• _Work task_
Copy all entries exactly, and wherever an entry holds a picture, leave that picture out.

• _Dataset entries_
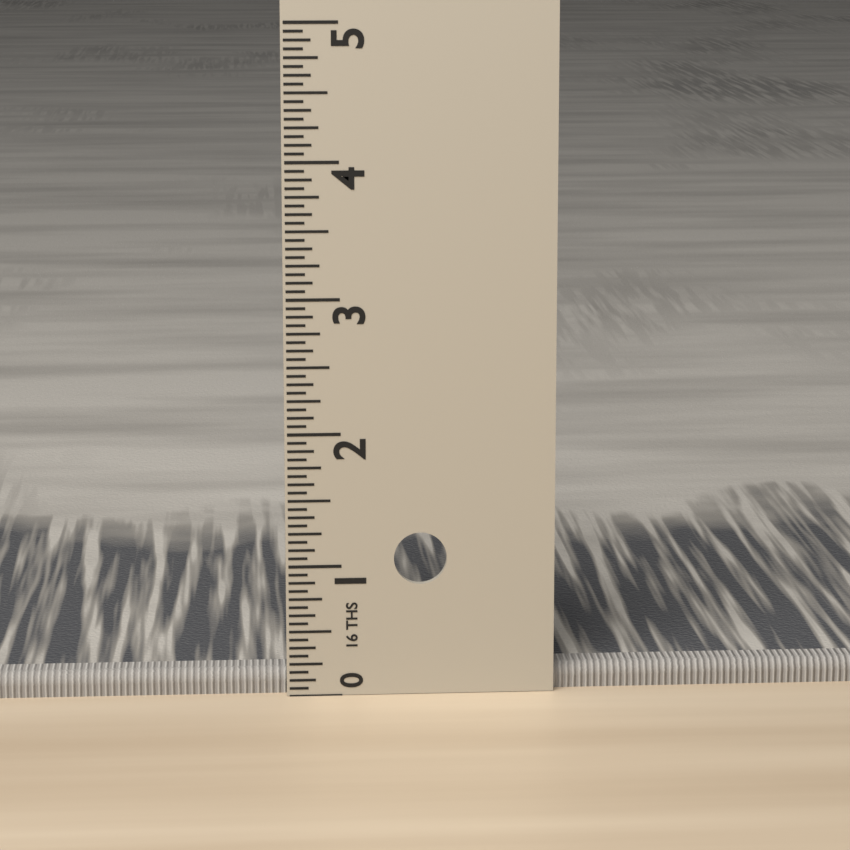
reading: 0.1875 in
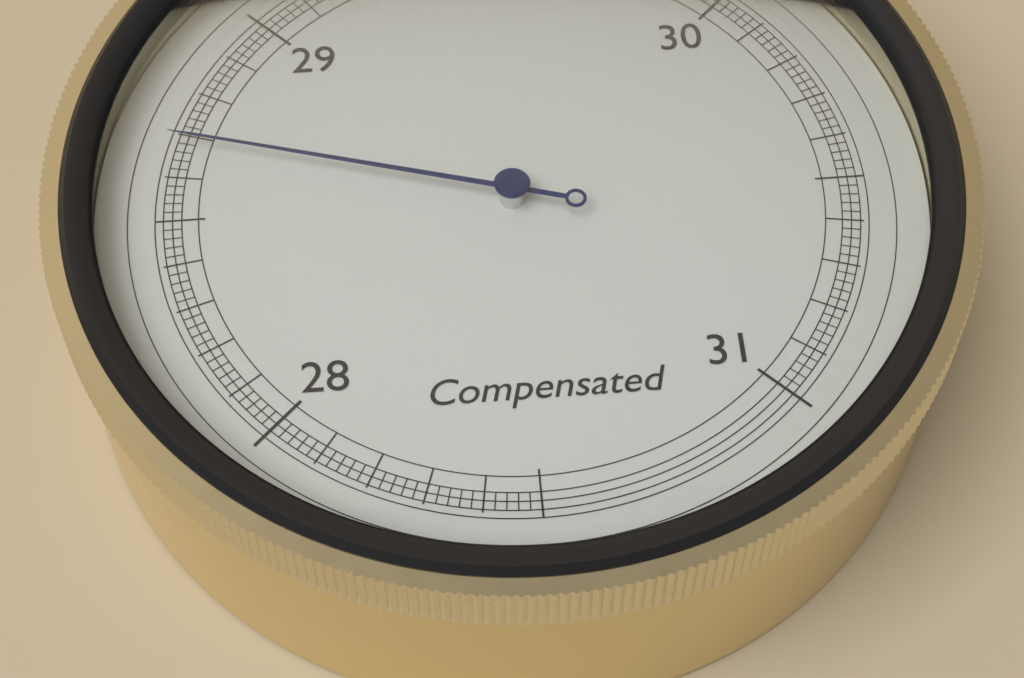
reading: 28.68 inHg
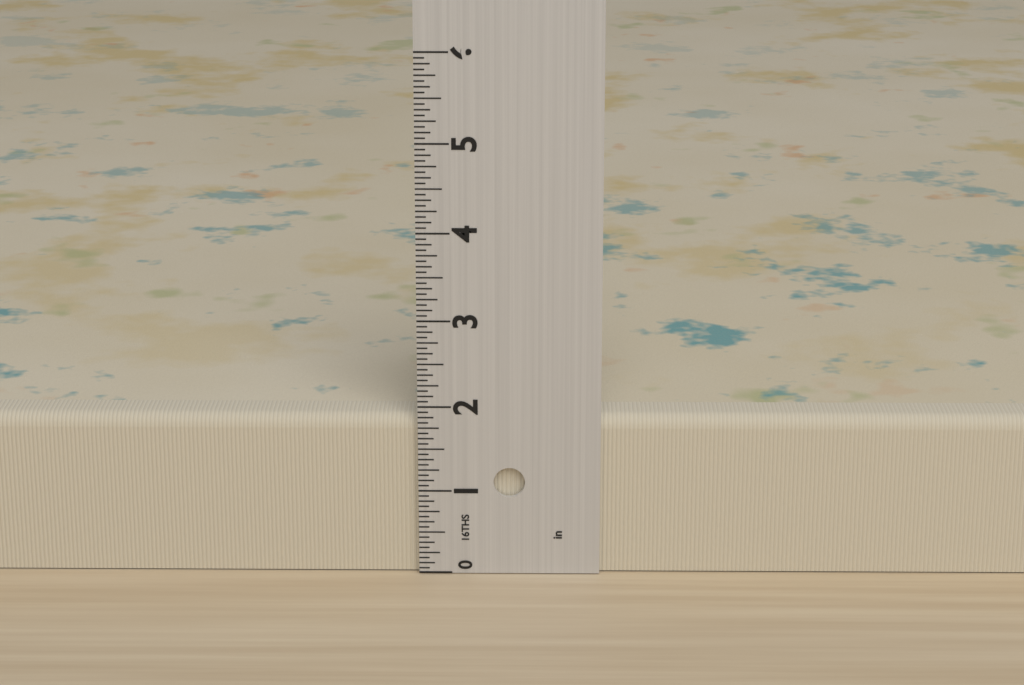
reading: 1.8750 in
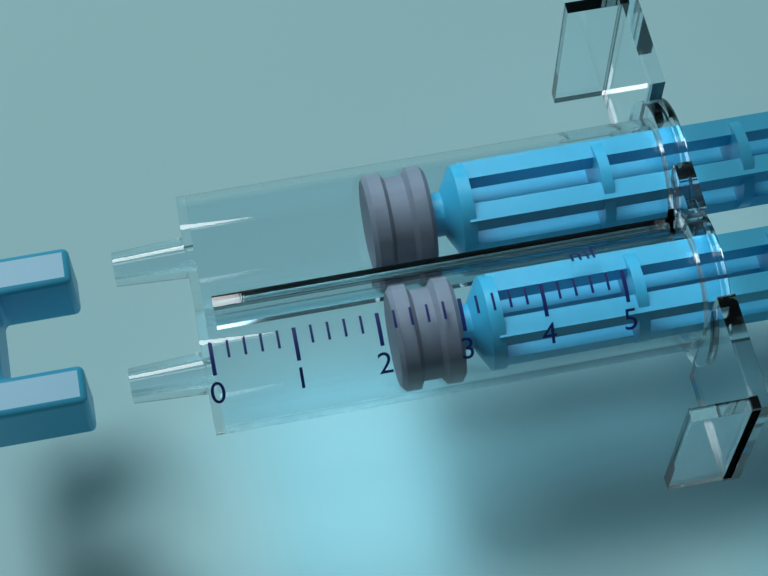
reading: 2.2 ml
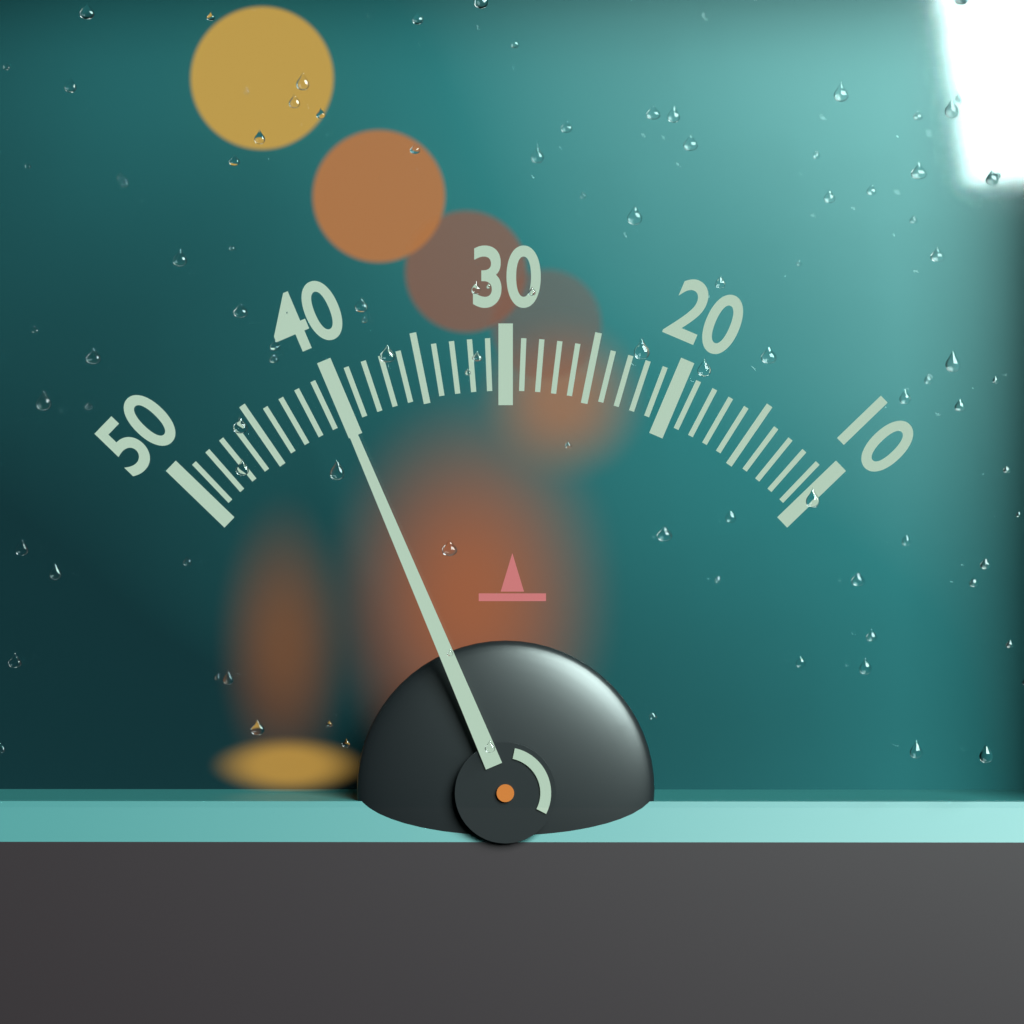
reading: 40 (no unit)
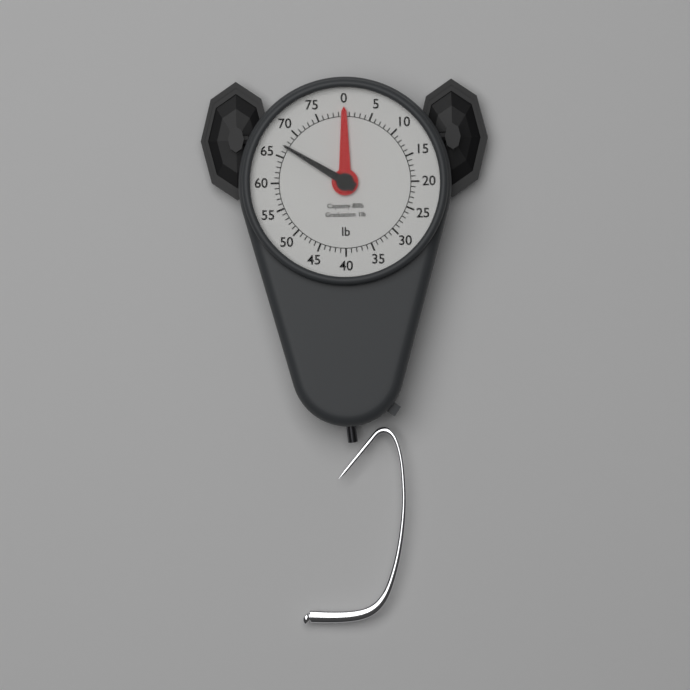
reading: 67 lb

• _Answer_
reading: 0.1875 in
reading: 28.68 inHg
reading: 1.8750 in
reading: 2.2 ml
reading: 40 (no unit)
reading: 67 lb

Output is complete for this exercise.